Polanski Speaks
Declaring that he only wants "to be treated fairly like everyone else," auteur-in-exile Roman Polanski spoke out on his own behalf on Sunday via his ally Bernard-Henri Lévy's website, claiming that there are "no grounds" for his extradition to the U.S. to face charges related to his decades-old sexual assault case.
Declaring that he only wants “to be treated fairly like everyone else,” auteur-in-exile Roman Polanski spoke out on his own behalf on Sunday via his ally Bernard-Henri Lévy’s website, claiming that there are “no grounds” for his extradition to the U.S. to face charges related to his decades-old sexual assault case.
Rock Solid JournalismBHL:
I have decided to break my silence in order to address myself directly to you without any intermediaries and in my own words.
I have had my share of dramas and joys, as we all have, and I am not going to try to ask you to pity my lot in life. I ask only to be treated fairly like anyone else.
It is true: 33 years ago I pleaded guilty, and I served time at the prison for common law crimes at Chino, not in a VIP prison. That period was to have covered the totality of my sentence. By the time I left prison, the judge had changed his mind and claimed that the time served at Chino did not [fulfill] the entire sentence, and it is this reversal that justified my leaving the United States.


◆ What you have to do
Copy every line of the records below where the word "caption" occurs.

Records from a collection of figures
_____
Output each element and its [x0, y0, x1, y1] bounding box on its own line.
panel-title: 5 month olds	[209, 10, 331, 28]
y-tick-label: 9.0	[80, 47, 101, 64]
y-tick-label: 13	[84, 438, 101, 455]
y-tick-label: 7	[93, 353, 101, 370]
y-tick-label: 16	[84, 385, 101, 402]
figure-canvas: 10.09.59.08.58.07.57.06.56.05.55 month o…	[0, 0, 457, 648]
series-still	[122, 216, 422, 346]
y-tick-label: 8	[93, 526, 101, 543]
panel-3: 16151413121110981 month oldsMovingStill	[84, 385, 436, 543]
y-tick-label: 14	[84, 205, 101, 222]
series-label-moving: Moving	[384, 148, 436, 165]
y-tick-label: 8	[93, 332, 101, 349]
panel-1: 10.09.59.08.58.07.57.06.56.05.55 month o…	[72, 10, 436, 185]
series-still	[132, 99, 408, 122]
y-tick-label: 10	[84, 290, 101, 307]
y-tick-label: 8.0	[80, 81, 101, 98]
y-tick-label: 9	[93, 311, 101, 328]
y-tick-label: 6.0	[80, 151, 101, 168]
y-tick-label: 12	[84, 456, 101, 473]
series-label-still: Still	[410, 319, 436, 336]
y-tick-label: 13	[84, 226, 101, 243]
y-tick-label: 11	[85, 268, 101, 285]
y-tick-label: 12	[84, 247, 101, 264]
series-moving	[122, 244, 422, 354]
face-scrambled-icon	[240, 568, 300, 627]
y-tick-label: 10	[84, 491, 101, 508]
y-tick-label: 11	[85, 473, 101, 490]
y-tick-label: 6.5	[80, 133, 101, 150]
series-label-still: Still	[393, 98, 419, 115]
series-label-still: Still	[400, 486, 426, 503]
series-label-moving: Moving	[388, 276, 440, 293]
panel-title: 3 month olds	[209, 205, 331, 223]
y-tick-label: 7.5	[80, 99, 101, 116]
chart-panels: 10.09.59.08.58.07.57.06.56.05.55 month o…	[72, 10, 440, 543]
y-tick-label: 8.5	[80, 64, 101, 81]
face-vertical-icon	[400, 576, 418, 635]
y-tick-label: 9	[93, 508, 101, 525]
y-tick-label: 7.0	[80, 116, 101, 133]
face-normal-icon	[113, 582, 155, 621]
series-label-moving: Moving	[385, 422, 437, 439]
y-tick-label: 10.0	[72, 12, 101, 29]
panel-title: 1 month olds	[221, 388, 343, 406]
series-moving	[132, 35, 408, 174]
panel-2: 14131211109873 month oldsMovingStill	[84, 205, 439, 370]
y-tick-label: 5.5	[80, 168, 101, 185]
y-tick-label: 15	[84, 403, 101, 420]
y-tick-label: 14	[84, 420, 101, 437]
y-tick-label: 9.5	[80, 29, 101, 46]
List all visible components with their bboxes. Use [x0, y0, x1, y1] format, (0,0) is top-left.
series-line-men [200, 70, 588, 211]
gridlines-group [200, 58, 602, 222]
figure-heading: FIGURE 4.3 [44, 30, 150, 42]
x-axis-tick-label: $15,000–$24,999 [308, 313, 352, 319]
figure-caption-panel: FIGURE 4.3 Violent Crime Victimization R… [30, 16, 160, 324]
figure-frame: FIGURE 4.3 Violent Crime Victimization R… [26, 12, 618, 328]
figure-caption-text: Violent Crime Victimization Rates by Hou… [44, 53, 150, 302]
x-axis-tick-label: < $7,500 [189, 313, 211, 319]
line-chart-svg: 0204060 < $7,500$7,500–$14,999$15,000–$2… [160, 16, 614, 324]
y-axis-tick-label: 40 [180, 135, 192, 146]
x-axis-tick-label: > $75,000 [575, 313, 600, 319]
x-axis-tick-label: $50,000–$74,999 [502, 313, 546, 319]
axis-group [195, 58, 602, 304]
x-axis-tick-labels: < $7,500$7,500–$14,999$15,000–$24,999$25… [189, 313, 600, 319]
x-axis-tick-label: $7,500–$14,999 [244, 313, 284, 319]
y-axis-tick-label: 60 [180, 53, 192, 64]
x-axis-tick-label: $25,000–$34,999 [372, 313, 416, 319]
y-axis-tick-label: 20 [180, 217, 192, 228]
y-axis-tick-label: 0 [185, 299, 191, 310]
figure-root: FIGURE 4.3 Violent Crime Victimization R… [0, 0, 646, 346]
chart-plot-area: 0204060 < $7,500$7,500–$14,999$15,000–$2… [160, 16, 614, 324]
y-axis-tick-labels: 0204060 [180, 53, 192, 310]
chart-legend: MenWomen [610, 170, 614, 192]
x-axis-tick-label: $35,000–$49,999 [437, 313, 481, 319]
_____
◆ Exercise answer
figure-caption-panel: FIGURE 4.3 Violent Crime Victimization R… [30, 16, 160, 324]
figure-caption-text: Violent Crime Victimization Rates by Hou… [44, 53, 150, 302]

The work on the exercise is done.